To prepare teaching materials with highlighted verse analysis exportable as PDF. The tool turns a 15-minute manual analysis into a few seconds of work.

Speech therapists and Spanish-as-foreign-language teachers

To verify isolated word syllabification during articulation exercises, without entering meter.

Limitations of automatic analysis

No automatic Spanish syllable counter replaces the poet's ear. Authorial decisions on dieresis, synaeresis, caesura or metric license are intentional and context-dependent. The tool is right on the vast majority of verses but you should review edge cases by hand. To shorten extensive content or measure clarity before analyzing, lean on our text summarizer or the Spanish readability analyzer, which shares the same syllabification engine.

Frequently asked questions about meter and syllables

What is the difference between grammatical and metric syllables?

Grammatical syllables are split word by word as in a dictionary. Metric syllables are counted within a verse applying two extra rules: sinalefa and the final-stress law. The same text can yield different totals in each mode.

What is sinalefa and when does it apply?

It merges the final vowel of one word with the initial vowel of the next, even across silent "h". It is the most important rule of Spanish poetic meter.

How do I tell whether a verse is a hendecasyllable?

It has exactly 11 metric syllables. Paste the verse, switch to Poetry Meter mode and check the auto-label.
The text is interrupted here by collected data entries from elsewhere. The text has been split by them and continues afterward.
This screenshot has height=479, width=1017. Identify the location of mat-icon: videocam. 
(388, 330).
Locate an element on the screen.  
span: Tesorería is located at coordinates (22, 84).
Does the final-stress law always add or subtract a syllable?

No. Oxytones add 1, paroxytones add 0, proparoxytones subtract 1, pre-proparoxytones subtract 2 (rare).

When does sinalefa break?

At a medial caesura, deliberate pause, or when the second vowel is a strong tilded vowel and the poet wants to highlight it. Click any ‿ arc in the analysis to disable that specific sinalefa.
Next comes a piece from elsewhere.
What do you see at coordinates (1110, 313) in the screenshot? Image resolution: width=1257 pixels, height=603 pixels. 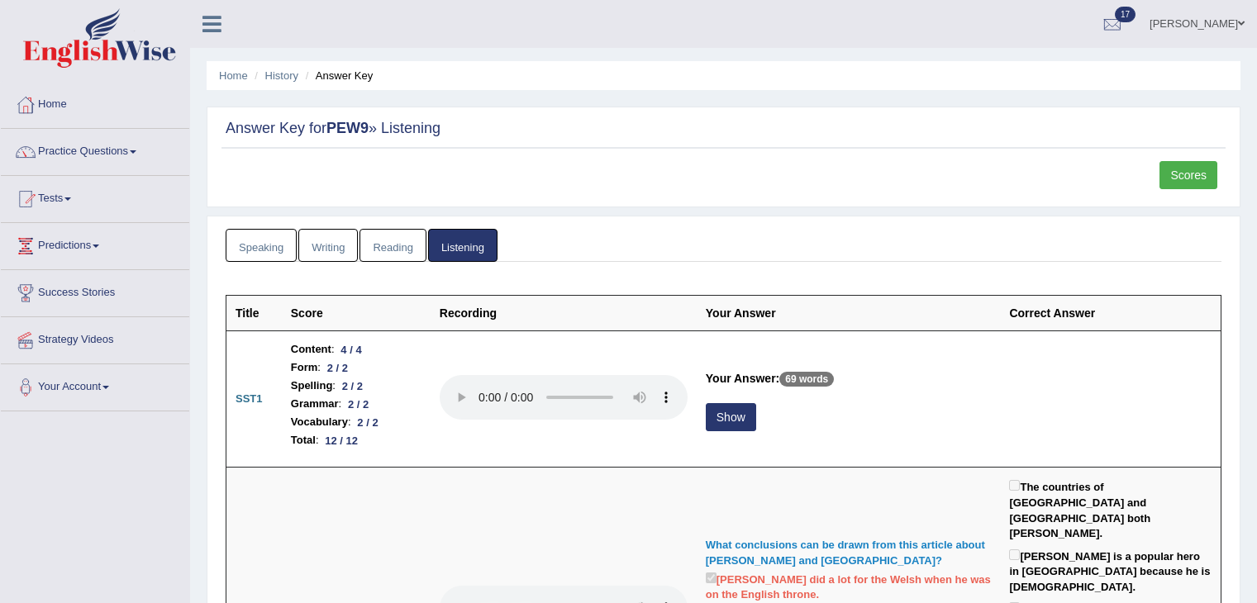 I see `th: Correct Answer` at bounding box center [1110, 313].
Difference between assonant and consonant rhyme?

Consonant matches every sound from the last stressed vowel; assonant matches only the vowels. The tool detects both automatically and reports the percentage of each.
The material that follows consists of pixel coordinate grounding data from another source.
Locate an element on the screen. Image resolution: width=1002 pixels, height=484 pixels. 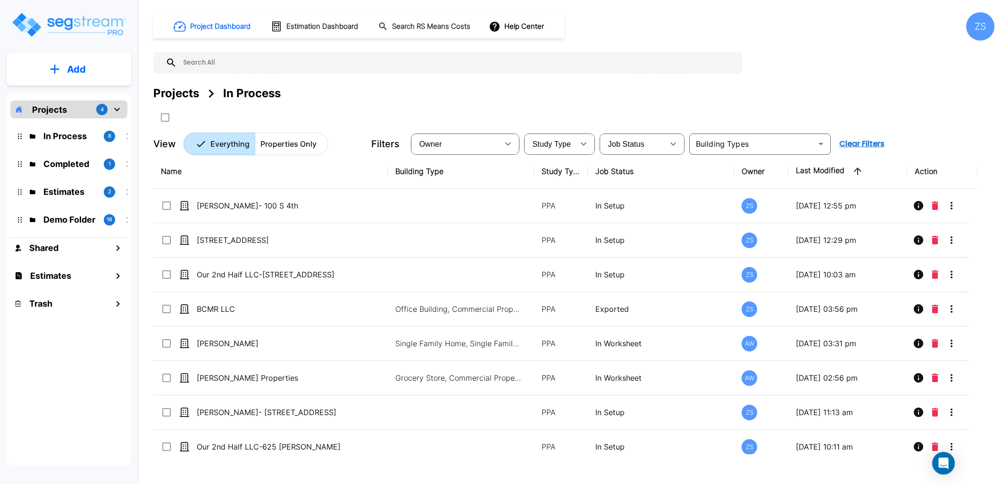
p: 16 is located at coordinates (109, 219).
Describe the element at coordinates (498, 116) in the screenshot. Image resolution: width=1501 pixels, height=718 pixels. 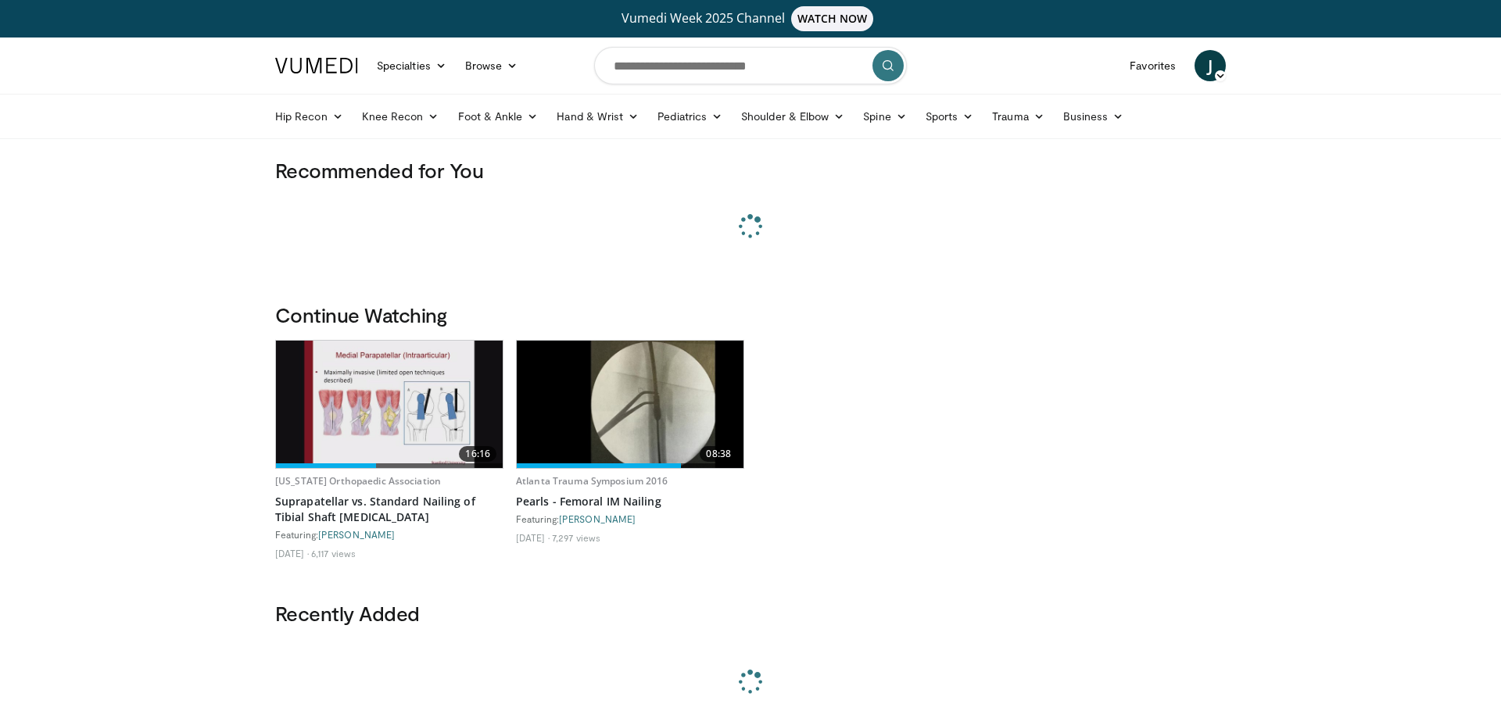
I see `a: Foot & Ankle` at that location.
Does the tool detect dieresis and synaeresis?

Not automatically — they are author licenses. You can manually toggle any sinalefa with a click to reproduce a verse with dieresis-style breaking.

Can I analyze a poem in PDF directly?

Yes. Upload a PDF, DOCX or TXT file (up to 10 MB) or drag it onto the editor. All processing happens in your browser.

Start counting syllables and measuring verses

This Spanish syllable counter brings together grammatical syllabification and full metric analysis: sinalefas, final-stress law, verse classification and rhyme scheme — all in your browser, no signup. Paste your poem above and find out whether you are writing perfect octosyllables, classical hendecasyllables, or whether the rhythm is slipping between verses.

Editorial team at Contador de Palabras. Last reviewed: . Rules implemented after Ortografía de la lengua española (RAE, 2010) and Antonio Quilis's Métrica española (1969).